The dark haired knight shook his head. “They are good men, Errol. Smart, fair, and charismatic. It is not just their powers that make people believe they are the embodiment of the fire god.”

Errol glanced over to a corner where black burns could still be seen if one knew where to look with a shudder. “I will have to take your word for it, my lord.”

Dorjan stood in silence, hoping his second didn’t see the worry he tried to keep out of his grey eyes. “The younger Kaemon is ready for his final test, is he not?”

Errol blinked and stared at him for a minute, mentally running through the names of the current knights. “Yes.”

“Good.
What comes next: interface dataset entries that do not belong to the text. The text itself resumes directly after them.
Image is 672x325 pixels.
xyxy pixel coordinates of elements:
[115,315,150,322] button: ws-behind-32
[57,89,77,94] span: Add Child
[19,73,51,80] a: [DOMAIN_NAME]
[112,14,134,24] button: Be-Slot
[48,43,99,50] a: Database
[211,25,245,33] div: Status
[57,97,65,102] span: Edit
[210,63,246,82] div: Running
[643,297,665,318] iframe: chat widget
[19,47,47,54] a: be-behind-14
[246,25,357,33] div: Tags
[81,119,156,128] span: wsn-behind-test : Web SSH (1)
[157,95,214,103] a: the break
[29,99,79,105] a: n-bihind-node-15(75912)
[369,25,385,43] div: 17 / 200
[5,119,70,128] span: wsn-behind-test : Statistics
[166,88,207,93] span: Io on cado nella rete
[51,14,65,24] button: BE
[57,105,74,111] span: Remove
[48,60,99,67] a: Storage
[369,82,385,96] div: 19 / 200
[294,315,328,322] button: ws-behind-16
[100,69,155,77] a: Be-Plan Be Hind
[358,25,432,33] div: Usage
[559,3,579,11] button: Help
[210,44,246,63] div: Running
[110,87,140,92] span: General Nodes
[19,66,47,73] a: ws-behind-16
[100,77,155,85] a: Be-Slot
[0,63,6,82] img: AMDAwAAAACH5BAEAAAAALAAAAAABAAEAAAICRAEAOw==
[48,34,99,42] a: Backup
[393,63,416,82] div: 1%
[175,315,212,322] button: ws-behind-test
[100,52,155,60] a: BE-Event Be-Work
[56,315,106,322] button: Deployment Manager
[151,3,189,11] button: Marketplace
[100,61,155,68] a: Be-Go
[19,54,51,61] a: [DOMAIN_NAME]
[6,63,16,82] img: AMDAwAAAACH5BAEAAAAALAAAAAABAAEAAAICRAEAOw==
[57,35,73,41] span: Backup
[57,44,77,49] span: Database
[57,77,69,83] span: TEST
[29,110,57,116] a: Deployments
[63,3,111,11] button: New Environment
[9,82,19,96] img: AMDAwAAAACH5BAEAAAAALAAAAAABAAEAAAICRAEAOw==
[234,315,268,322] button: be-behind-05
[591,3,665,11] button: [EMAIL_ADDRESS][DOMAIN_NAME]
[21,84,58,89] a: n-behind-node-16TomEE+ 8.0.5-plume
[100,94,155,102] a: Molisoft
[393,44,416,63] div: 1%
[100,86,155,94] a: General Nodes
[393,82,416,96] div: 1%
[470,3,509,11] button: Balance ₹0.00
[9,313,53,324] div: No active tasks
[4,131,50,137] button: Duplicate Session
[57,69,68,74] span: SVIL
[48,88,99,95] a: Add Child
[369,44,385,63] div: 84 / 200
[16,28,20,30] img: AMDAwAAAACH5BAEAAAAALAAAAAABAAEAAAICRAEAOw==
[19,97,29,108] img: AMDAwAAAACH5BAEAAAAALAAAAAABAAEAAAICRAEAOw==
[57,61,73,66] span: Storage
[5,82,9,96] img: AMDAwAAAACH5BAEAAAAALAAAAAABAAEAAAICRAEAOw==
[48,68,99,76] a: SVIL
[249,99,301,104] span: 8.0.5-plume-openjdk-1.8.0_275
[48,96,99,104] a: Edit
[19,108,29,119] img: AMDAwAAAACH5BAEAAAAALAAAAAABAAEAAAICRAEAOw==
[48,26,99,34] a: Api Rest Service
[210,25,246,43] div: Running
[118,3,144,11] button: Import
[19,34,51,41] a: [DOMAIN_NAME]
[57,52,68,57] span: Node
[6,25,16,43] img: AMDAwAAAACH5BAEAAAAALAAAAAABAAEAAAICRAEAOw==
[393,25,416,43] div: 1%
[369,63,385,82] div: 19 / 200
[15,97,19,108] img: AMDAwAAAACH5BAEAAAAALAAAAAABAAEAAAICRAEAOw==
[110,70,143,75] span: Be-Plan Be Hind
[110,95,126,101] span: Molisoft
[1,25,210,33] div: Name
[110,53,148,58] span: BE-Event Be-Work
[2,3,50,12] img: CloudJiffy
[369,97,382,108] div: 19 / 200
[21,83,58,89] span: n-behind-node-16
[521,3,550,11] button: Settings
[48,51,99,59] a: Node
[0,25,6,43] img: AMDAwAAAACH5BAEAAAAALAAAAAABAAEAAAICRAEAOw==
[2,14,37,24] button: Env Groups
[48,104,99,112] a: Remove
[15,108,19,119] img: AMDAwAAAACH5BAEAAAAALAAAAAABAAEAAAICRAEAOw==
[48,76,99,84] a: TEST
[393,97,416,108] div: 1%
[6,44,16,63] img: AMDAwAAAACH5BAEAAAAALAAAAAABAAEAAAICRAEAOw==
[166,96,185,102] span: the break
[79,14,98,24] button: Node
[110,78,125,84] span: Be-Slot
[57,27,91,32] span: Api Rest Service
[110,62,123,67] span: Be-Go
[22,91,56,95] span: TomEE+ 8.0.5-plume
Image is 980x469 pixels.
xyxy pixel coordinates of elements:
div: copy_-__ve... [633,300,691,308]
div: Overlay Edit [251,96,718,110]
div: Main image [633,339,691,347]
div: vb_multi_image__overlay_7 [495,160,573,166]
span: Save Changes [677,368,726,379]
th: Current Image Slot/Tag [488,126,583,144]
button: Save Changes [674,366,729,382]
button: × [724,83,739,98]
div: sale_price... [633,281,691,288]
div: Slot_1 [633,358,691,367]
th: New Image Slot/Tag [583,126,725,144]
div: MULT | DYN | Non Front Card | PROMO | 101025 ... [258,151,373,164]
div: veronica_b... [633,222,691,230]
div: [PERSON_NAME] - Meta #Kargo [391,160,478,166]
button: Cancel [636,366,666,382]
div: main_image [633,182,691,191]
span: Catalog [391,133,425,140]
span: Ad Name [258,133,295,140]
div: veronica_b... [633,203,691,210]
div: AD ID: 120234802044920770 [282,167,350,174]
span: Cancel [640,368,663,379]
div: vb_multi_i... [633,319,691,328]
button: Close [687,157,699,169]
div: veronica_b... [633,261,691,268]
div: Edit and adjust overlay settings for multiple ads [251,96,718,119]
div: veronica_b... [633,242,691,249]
Summon him and his brother Cian to my office.”

His second frowned. “You would send them on this matter? Cian is a good knight but his brother hasn’t even taken the final oath yet!”

“I know but we are running out of options, Errol. We’ve hunted down and checked every Llyr in our records and quite a few who were not. None of them have the power of the Leviathan. There are more out there but they’re afraid of us and anyone looking for their family. Not that I blame them, of course. If my family was in their position I’d have them scattered to the wind as well but we must find them!

“We know there are Llyrs still in Aquilae but none of them will talk to people like us. We need someone they’ll feel safe talking to. We need someone who knows the land. Both Cian and his brother are from Aquilae and their father is a respected governor down there who has done a lot to keep the Llyrs safe. People will talk to them and hopefully they’ll be able to find the Leviathan where we’ve failed.”

Errol nodded. “I understand that, my lord, but would you really trust them with the truth? Do you think they’ll even believe it?”

Dorjan smiled wryly. “Who said I was going to tell them the truth? All they need to know is that their Emperor requests that they find a Llyr with the unique ability to control water. The fact that it is a quest from the very Emperor himself will be enough to keep them focused on the task at hand and from wondering about what such a strange talent in a member of that cursed family really means.”

The fair-haired knight bowed his head. “As you say, my lord. I will summon them.”